A statement from police in the Netherlands that was released on Tuesday confirmed that they had managed to decrypt over a quarter of a million messages believed to have been sent by criminals using the encrypted messenger IronChat.
IronChat is an encrypted messenger unlike similar apps, such as Signal and WhatsApp.
Though the app uses end-to-end encryption technology, it can only be used on specific encrypted messaging devices that cost thousands of dollars a piece.
Naturally, IronChat's purportedly strong encryption protocols attracted criminal actors who relied on it to communicate safely away from the eyes of the law.
Dutch police became involved during the course of an investigation into a suspected money laundering ring.
In an official statement, the law enforcers said that they managed to intercept and decrypt the encrypted communications of over 100 criminals, gaining access to an estimated 258,000 messages sent using the encrypted messenger.
A quote on the site that has been distributing both IronChat Messenger and the IronPhone devices, blackbox-security.com, placed National Security Agency whistleblower Edward Snowden as an endorser of the failed encrypted app, but following these latest developments, Snowden's representative from the American Civil Liberties Union denied that he had any affiliations with it.
Ben Wizner, director of ACLU's Speech, Privacy and Technology Project, sent out a media statement relaying that Snowden had never even heard of the app before, let alone promote it.
Intercepted and Decrypted
A tip about a man selling crypto phones to criminals in the eastern Netherlands municipality of Lingewaard ignited the operation that has since granted the Dutch police access to 258,000 messages sent between alleged criminals.
So far, the information within these texts have enabled the police to bust a 52-year-old man and his 46-year-old partner on charges of money laundering and participating in organized crime.
A number of the arrests have already been made in relation to the decrypted messages, one of them involving a drug lab in Enschede where large caches of MDMA, cocaine and automatic weapons, as well as a cash sum of 90,000 euros, were confiscated
This is not the first time the Dutch police have compromised an encrypted network used by criminals. In 2016, Canadian and Dutch law enforcers arrested a man selling PGP smartphones and seized the entire network, which they believe was being used extensively by criminals.
Notably, the police did not mention how their investigators managed to decrypt the end-to-end-encrypted messages intercepted from IronChat.
Even though they managed to seize the encrypted message server and take it offline, this should not have given them the ability to read messages that had been encrypted using end-to-end encryption.
Truly end-to-end encryption utilizes public and private keys. In the Signal app, for example, encrypted messages can only be decrypted using the recipient's private key, which is only stored in their devices.
Even if law enforcement seized Signal's servers, there would be no way they could access the contents of the messages without the appropriate decryption keys.
The only viable workaround to a robust end-to-end encryption protocol would require a massive update of the encrypted messenger and the cooperation of all the users of the platform as they would be required to download it first for law enforcement to gain access to message content.
Even then, law enforcement would only be able to read messages sent and received after the installation of the tweaked update.
Errors in IronChat's Encryption
Frank Groenewegen, a researcher at Dutch security firm Fox-IT, speculates that an error in the encryption system of the IronChat messenger could have been the weak link that was exploited by the Dutch police.
His sentiments were reiterated by Dutch public broadcaster NOS, which published an article that revealed a series of critical weaknesses in the IronChat app.
A previous update had changed warning messages about changed encryption keys into small, easy to overlook messages that probably went ignored by the app's users. Crypto keys can change because of various reasons.
Usually, a change in the contact's phone number spurs a change in the encryption key, but so does the introduction of a third party who is trying to intercept messages sent between the first and second party.
NOS reporter Joost Schellevis revealed that the police said the IronChat message exchange server had been hacked-an act that would have been detected by an app with a stronger security framework.
In addition, not even the "delete all messages" button was useful in this odd scenario, according to a tweet by privacy researcher Floor Terra.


_Task description_
Look through the material that follows and show every line with the string "June".

_Supplied entries_
----------

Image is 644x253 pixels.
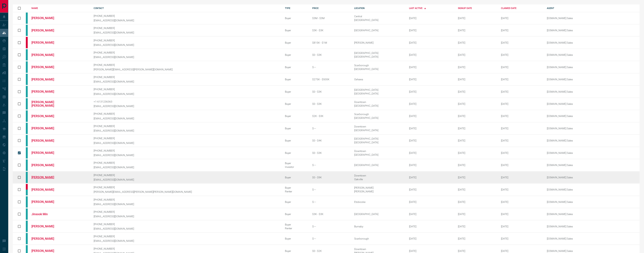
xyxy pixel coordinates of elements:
[547,102,594,105] p: [DOMAIN_NAME] Sales
[501,163,541,167] div: February 19th 2025, 3:52:01 PM
[409,41,452,44] div: [DATE]
[501,41,541,44] div: February 19th 2025, 2:54:29 PM
[458,7,495,9] div: SIGNUP DATE
[94,43,279,46] p: [EMAIL_ADDRESS][DOMAIN_NAME]
[313,114,349,117] div: $2K - $3K
[409,78,452,81] div: [DATE]
[354,178,404,181] div: Oakville
[26,184,28,190] div: property.ca
[26,135,28,146] div: condos.ca
[285,249,307,253] div: Buyer
[313,78,349,81] div: $275K - $500K
[94,92,279,95] p: [EMAIL_ADDRESS][DOMAIN_NAME]
[547,66,594,69] p: [DOMAIN_NAME] Sales
[94,80,279,83] p: [EMAIL_ADDRESS][DOMAIN_NAME]
[32,114,59,118] a: [PERSON_NAME]
[501,139,541,142] div: May 15th 2024, 1:44:07 PM
[354,125,404,128] div: Downtown
[32,249,59,253] a: [PERSON_NAME]
[26,25,28,36] div: condos.ca
[354,225,404,228] div: Burnaby
[354,113,404,116] div: Scarborough
[94,210,279,213] p: [PHONE_NUMBER]
[354,129,404,132] div: [GEOGRAPHIC_DATA]
[26,13,28,24] div: condos.ca
[94,239,279,242] p: [EMAIL_ADDRESS][DOMAIN_NAME]
[285,127,307,130] div: Buyer
[501,17,541,20] div: February 19th 2025, 7:57:09 PM
[409,249,452,253] div: [DATE]
[354,15,404,18] div: Central
[547,176,594,179] p: [DOMAIN_NAME] Sales
[354,154,404,156] div: [GEOGRAPHIC_DATA]
[26,86,28,97] div: condos.ca
[547,17,594,20] p: [DOMAIN_NAME] Sales
[458,151,495,154] div: January 29th 2021, 3:12:26 PM
[313,102,349,105] div: $0 - $3K
[94,154,279,157] p: [EMAIL_ADDRESS][DOMAIN_NAME]
[285,227,307,230] div: Renter
[409,176,452,179] div: [DATE]
[94,137,279,140] p: [PHONE_NUMBER]
[354,92,404,95] div: [GEOGRAPHIC_DATA]
[501,188,541,191] div: February 19th 2025, 8:03:42 PM
[285,186,307,189] div: Buyer
[354,7,404,9] div: LOCATION
[547,212,594,216] p: [DOMAIN_NAME] Sales
[32,29,59,32] a: [PERSON_NAME]
[26,159,28,171] div: condos.ca
[354,174,404,177] div: Downtown
[458,212,495,216] div: February 28th 2021, 9:50:40 AM
[94,63,279,67] p: [PHONE_NUMBER]
[285,29,307,32] div: Buyer
[354,88,404,91] div: [GEOGRAPHIC_DATA]
[313,29,349,32] div: $3K - $3K
[501,237,541,240] div: February 19th 2025, 3:39:42 PM
[313,139,349,142] div: $0 - $4K
[547,163,594,167] p: [DOMAIN_NAME] Sales
[26,172,28,183] div: condos.ca
[547,127,594,130] p: [DOMAIN_NAME] Sales
[26,61,28,72] div: condos.ca
[285,166,307,168] div: Investor
[285,237,307,240] div: Buyer
[547,200,594,203] p: [DOMAIN_NAME] Sales
[26,147,28,158] div: condos.ca
[32,53,59,57] a: [PERSON_NAME]
[313,249,349,253] div: $0 - $2K
[354,137,404,140] div: [GEOGRAPHIC_DATA]
[313,66,349,69] div: $---
[354,51,404,54] div: [GEOGRAPHIC_DATA]
[32,200,59,203] a: [PERSON_NAME]
[547,90,594,93] p: [DOMAIN_NAME] Sales
[313,188,349,191] div: $---
[94,51,279,54] p: [PHONE_NUMBER]
[354,248,404,251] div: Downtown
[354,200,404,203] div: Etobicoke
[409,102,452,105] div: [DATE]
[94,247,279,250] p: [PHONE_NUMBER]
[501,29,541,32] div: June 24th 2024, 3:47:38 PM
[458,237,495,240] div: June 3rd 2017, 12:57:49 AM
[409,17,452,20] div: [DATE]
[313,127,349,130] div: $---
[501,78,541,81] div: February 19th 2025, 4:28:11 PM
[501,54,541,56] div: October 2nd 2024, 1:27:57 PM
[458,188,495,191] div: April 24th 2021, 12:14:00 AM
[313,176,349,179] div: $0 - $9K
[94,14,279,18] p: [PHONE_NUMBER]
[313,17,349,20] div: $3M - $3M
[409,29,452,32] div: [DATE]
[32,100,59,108] a: [PERSON_NAME] [PERSON_NAME]
[94,104,279,108] p: [EMAIL_ADDRESS][DOMAIN_NAME]
[409,7,452,9] div: LAST ACTIVE
[285,66,307,69] div: Buyer
[94,27,279,30] p: [PHONE_NUMBER]
[285,102,307,105] div: Buyer
[501,66,541,69] div: February 19th 2025, 5:00:28 PM
[501,151,541,154] div: May 15th 2024, 2:20:03 PM
[285,17,307,20] div: Buyer
[458,90,495,93] div: October 30th 2023, 10:30:37 PM
[94,76,279,79] p: [PHONE_NUMBER]
[94,178,279,181] p: [EMAIL_ADDRESS][DOMAIN_NAME]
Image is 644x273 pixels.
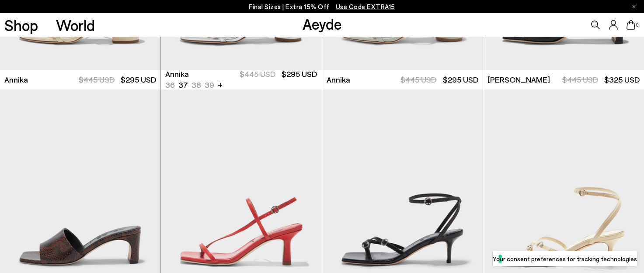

----------

_Solution below_
[501,29,541,32] div: June 24th 2024, 3:47:38 PM
[458,237,495,240] div: June 3rd 2017, 12:57:49 AM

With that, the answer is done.